Blocking State Transfer

The StateTransferManager component will use the view callbacks provided by the CacheViewsManager instead of the JGroups channel in order to trigger state transfer. This will ensure that the "old" consistent hash and "new" consistent hash are the same on all the nodes.

Delayed view callbacks will mean that at any given time some of the owners of a key may be stopped, so the DistributionInterceptor/ReplicationInterceptor will need to complete a write operation successfully in that case.

With the current state transfer algorithm, all write operations are blocked during state transfer. Incoming write operations will reply with a StateTransferInProgressException and the originator will have to retry the operation after the state transfer has finished.

Non-blocking state transfer / lock transfer

See non-blocking state transfer designs for more details.

Comments

Manik Surtani

  • Is this pluggable policy (cooldown, max joiners and leavers, etc) scheduled for 5.1? And if so, for BETA1? Or is it better to split this into a separate JIRA for later?

  • Manual rehashing should also be a separate JIRA so we can split it out/defer if necessary.

  • Manual rehash control should be JMX only. JBoss AS admin console hooks into JMX.

  • Class loading and cache managers per JBoss AS application: the problem you mentioned can be solved by injecting the same CacheViewsManager instance into each of the CacheManagers created. The same way the same JChannel instance is injected. This will mean the CacheViewsManager logic can remain in Infinispan and still work in this setup.

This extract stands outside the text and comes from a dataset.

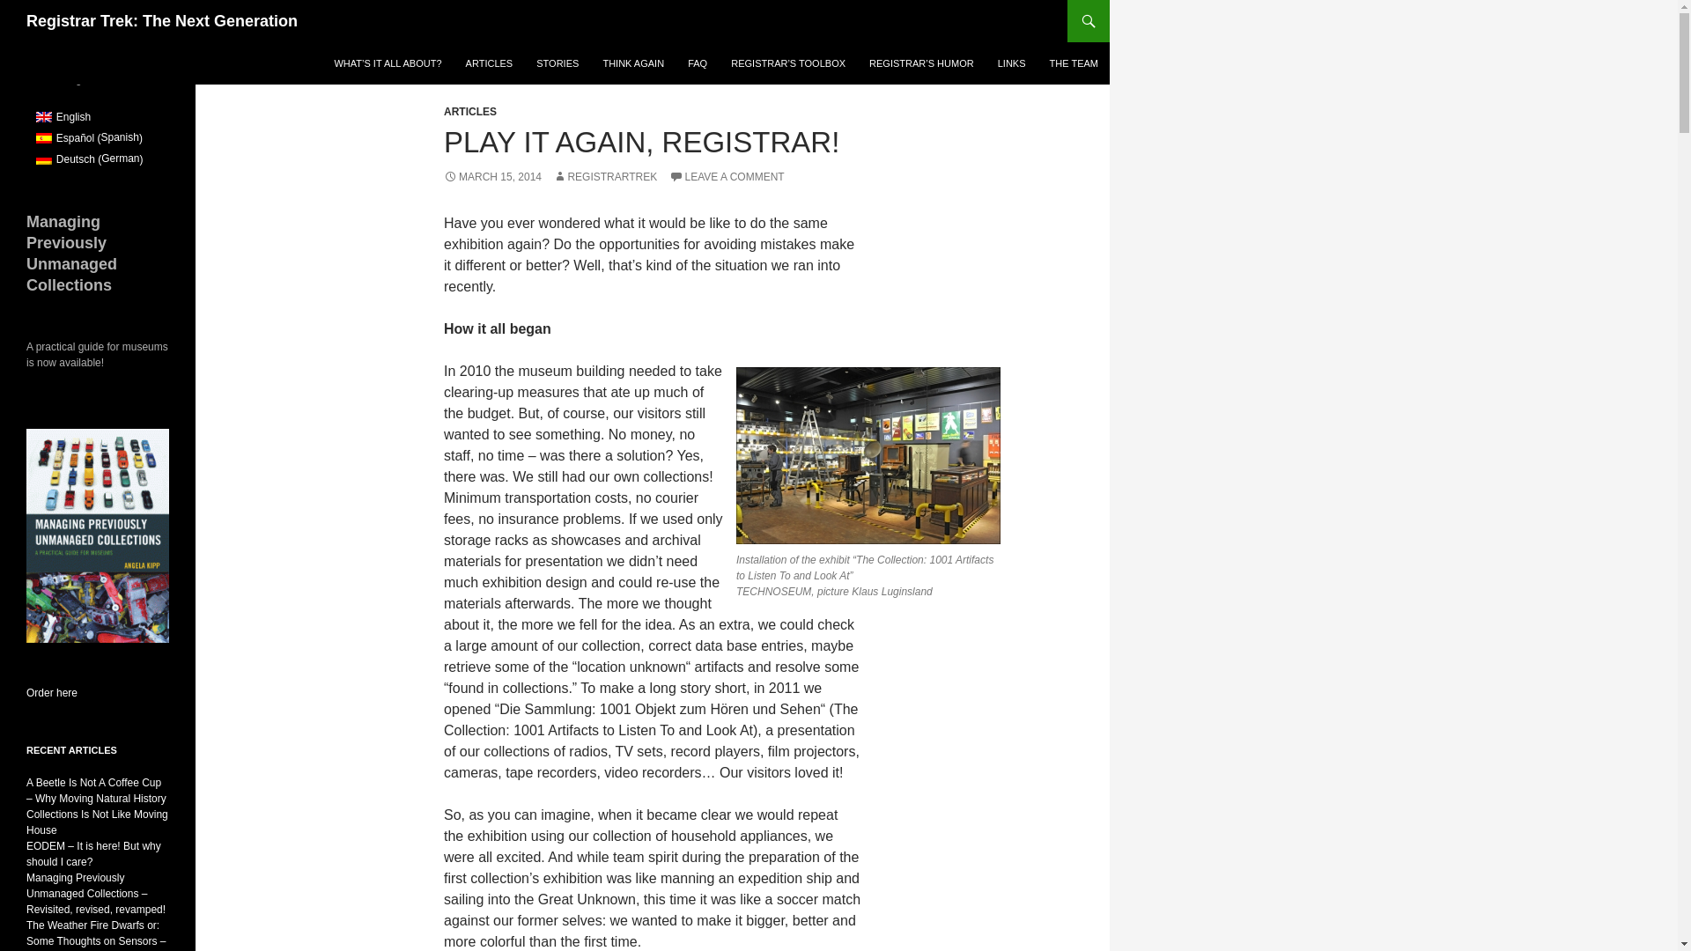 The image size is (1691, 951). Describe the element at coordinates (470, 111) in the screenshot. I see `ARTICLES` at that location.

  • Non-blocking state transfer should be a separate JIRA as well.

  • Locking: you say each cache has a view change lock. Should this be each cache, or cache manager? Or cache view manager?

Dan Berindei (in response to Manik Surtani)

  • Pluggable policy: it’s not scheduled for 5.1, I’ll create a separate JIRA.

  • Manual rehashing: there’s already ISPN-1394

  • I might be wrong, but I think AS7 is no longer starting the JMX subsystem by default.

  • Injecting the same CacheViewsManager in all application: this sounds much simpler than what I had in mind.

  • I’ll create the JIRA.

  • I’d say each cache, because I don’t want to block anything on an running cache while starting up a new one.